I have four files now. "external.hpp" is outside the project (one directory up from the project directory). "internal.hpp", "main.cpp", and "CMakeLists.txt" are in the project. external.hpp and internal.hpp essentially do the same thing. When using internal.hpp there is no warning, when using external.hpp then there is a warning.
CMakeLists.txt:
main.cpp:
internal.hpp:
external.hpp:
Update 2: This also works with a global variable instead of a preprocessor macro.
I find it interesting that in all examples things declared in the project-external header (be it macros or other identifiers) are no problem for the inspections.
main.cpp:
internal.h:
external.h:
More notes on this:
I created a symlink to the external header location via 'ln -s .. additional-includes' and marked that as "Project Sources and Headers" in the project view. After updating the #include directive for external.h I still got the warning.
Funnily, the warning went away when I created an actual new directory in the project ("more-includes") and moved external.h there. Didn't even need to mark the directory in any way.
Why does this workaround work with a real directory but not with a symlink?!
Side note: Playing around with include_directories() in CMakeLists.txt does not seem to change anything, here.
Edit: The warning also goes away when the additional-includes symlink does not point to a parent of the project directory. I moved the external.h to an unrelated directory and let additional-includes point there and that did the trick.
Open question: How can I do this without symlinking stuff into my project directory?
Hello!
Before CLion 2018.2, if header files were not added explicitly to CMake, CLion wasn't able to understand that they belonged to the project and therefore wasn't able to provide any code insight features for such files.
Now, if you include the header or source file into any project file, CLion will automatically treat it as a project file as well, which means full code insight will work in there! That's why everything works fine for internal.h. But this works only if the file is located under the project root, so it won’t affect standard or 3rd party libraries located outside of the project. That's why it doesn't work for external.h.

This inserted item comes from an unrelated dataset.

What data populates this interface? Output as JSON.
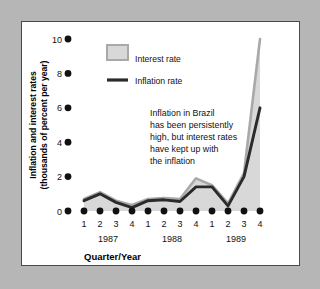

More info: https://intellij-support.jetbrains.com/hc/en-us/articles/207253145-Project-can-be-compiled-correctly-but-highlighting-completion-refactorings-etc-in-CLion-are-not-working-CLion-fails-to-find-some-of-my-classes-What-to-do-, https://blog.jetbrains.com/clion/2018/06/clion-2018-2-eap-automatically-treats-included-files-as-project-files/.
Hi,
thanks for the clarification and background. I‘ll make up my mind then whether to stick with symlinks or ignore the warning for the boost.test use case.